▶ _Work to be completed_
Please retype every record exactly as it appears, omitting the pictures.

[Stored data entries]
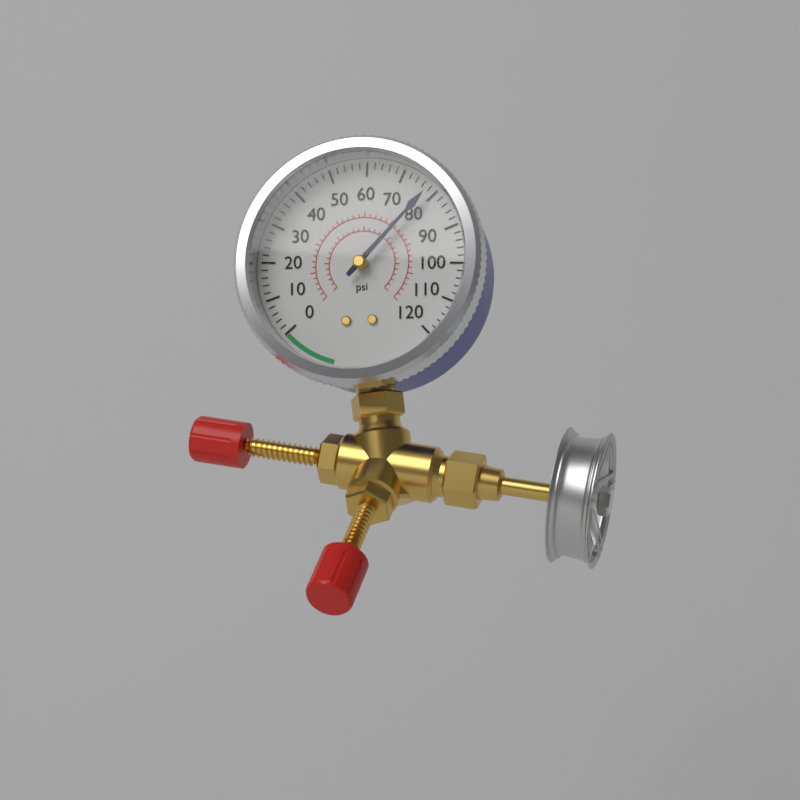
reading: 78 psi
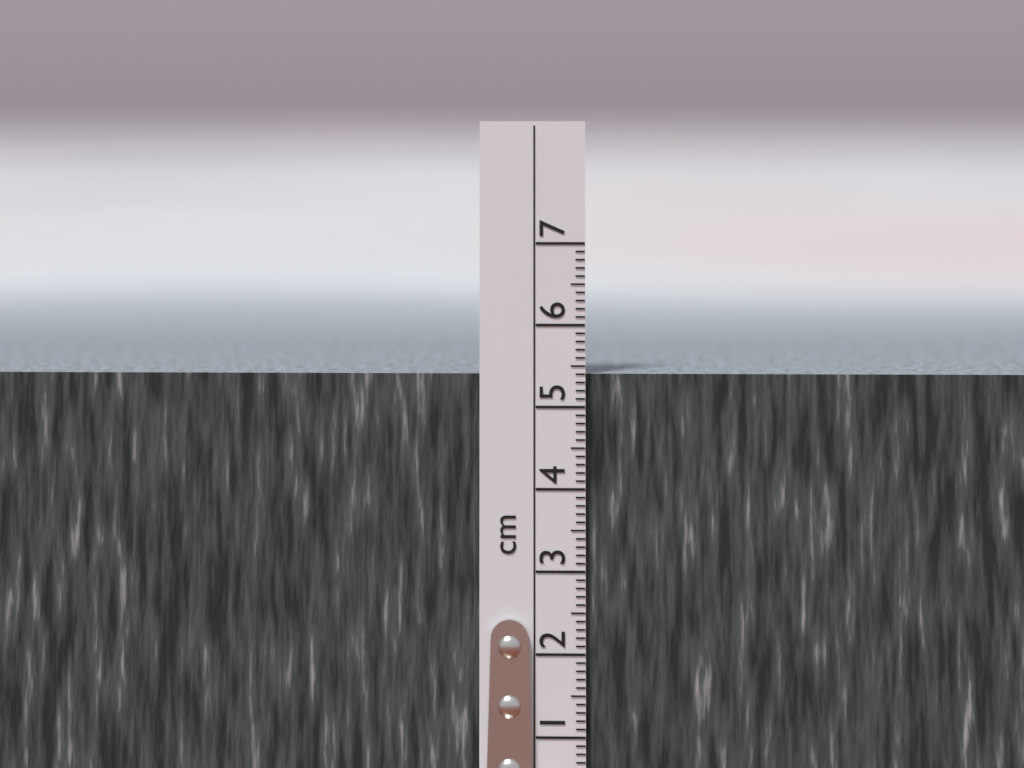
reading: 5.4 cm
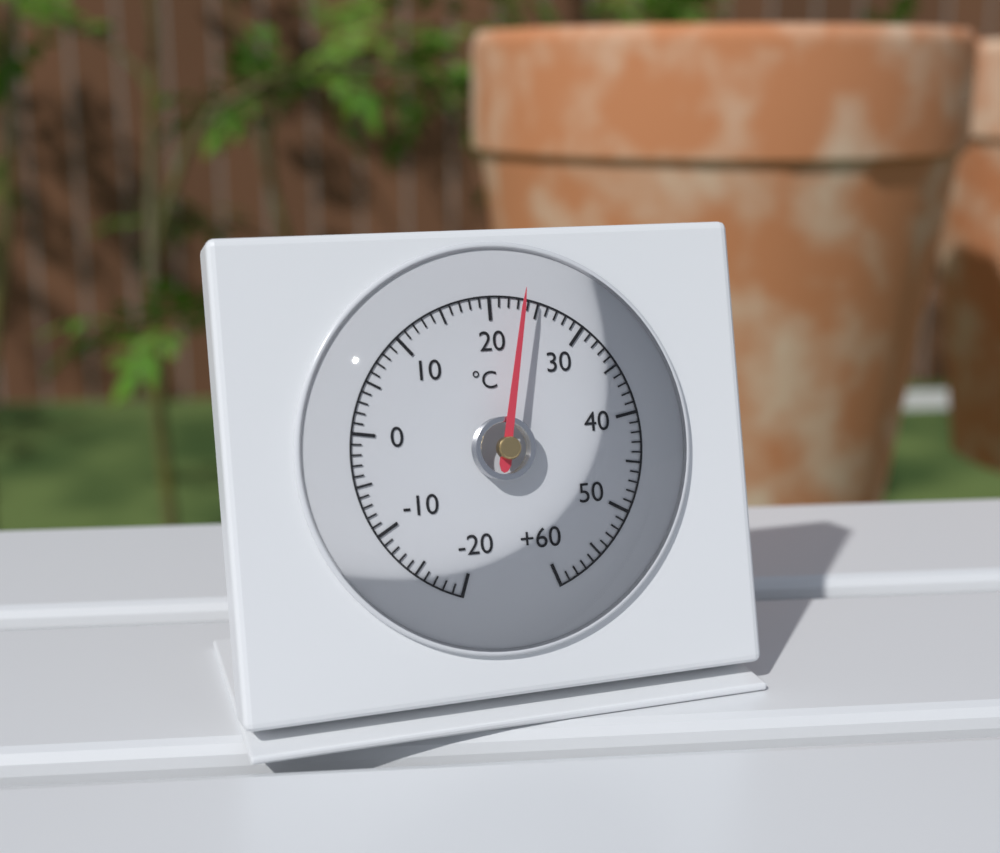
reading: 23 °C
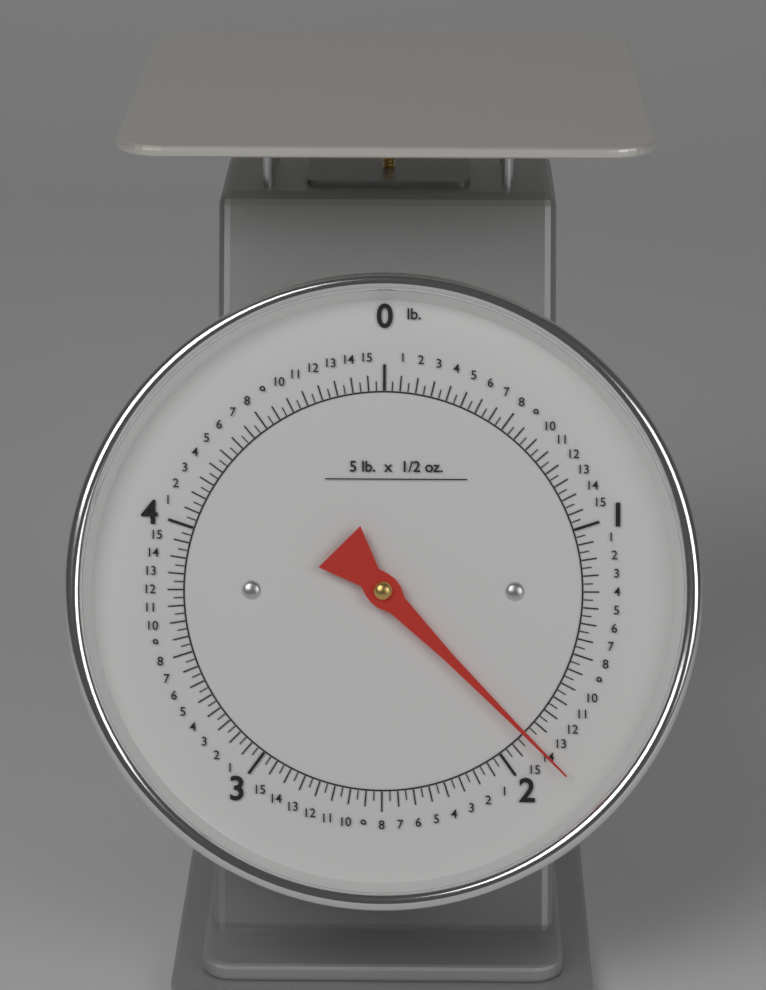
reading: 1.87500 lb
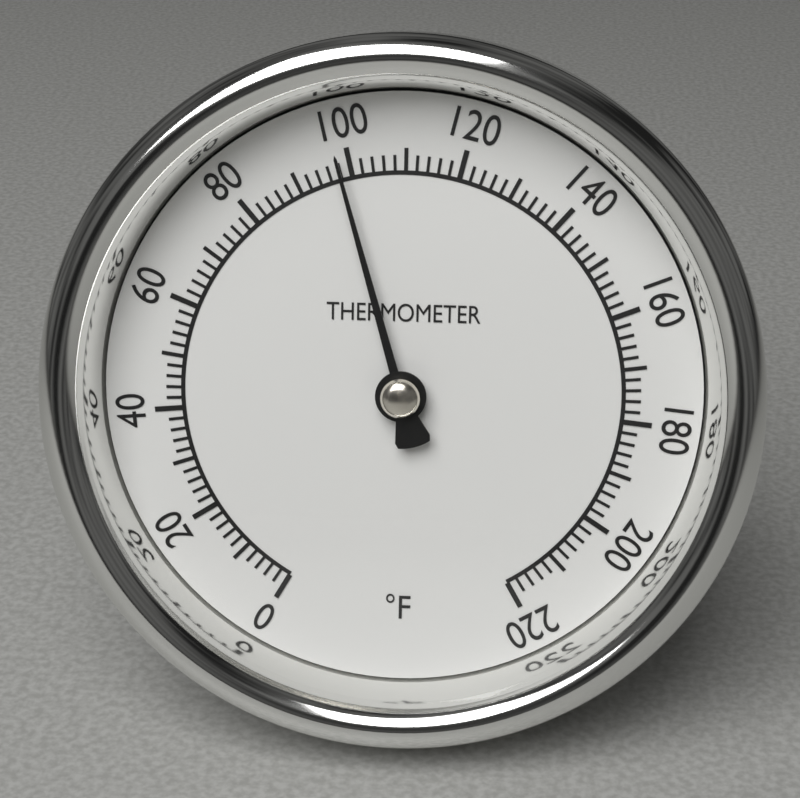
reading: 98 °F
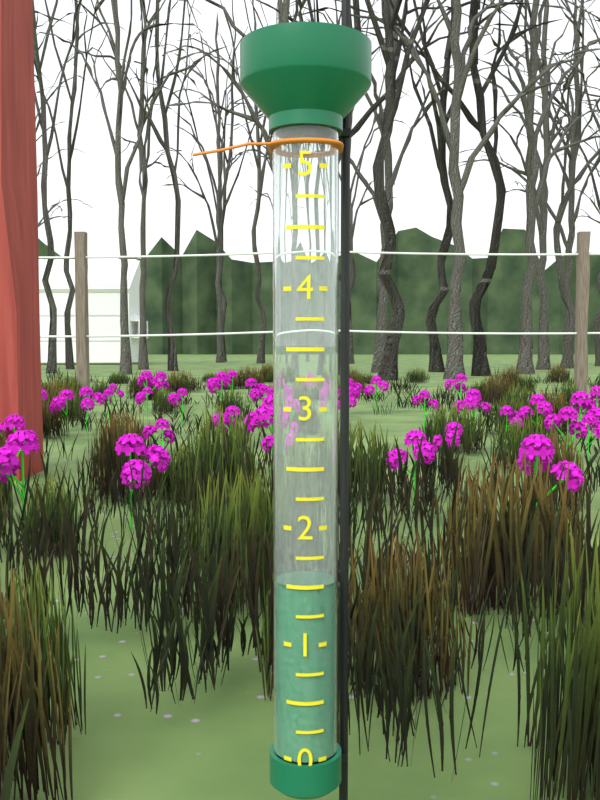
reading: 1.50 (no unit)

▶ _Answer to this problem_
reading: 78 psi
reading: 5.4 cm
reading: 23 °C
reading: 1.87500 lb
reading: 98 °F
reading: 1.50 (no unit)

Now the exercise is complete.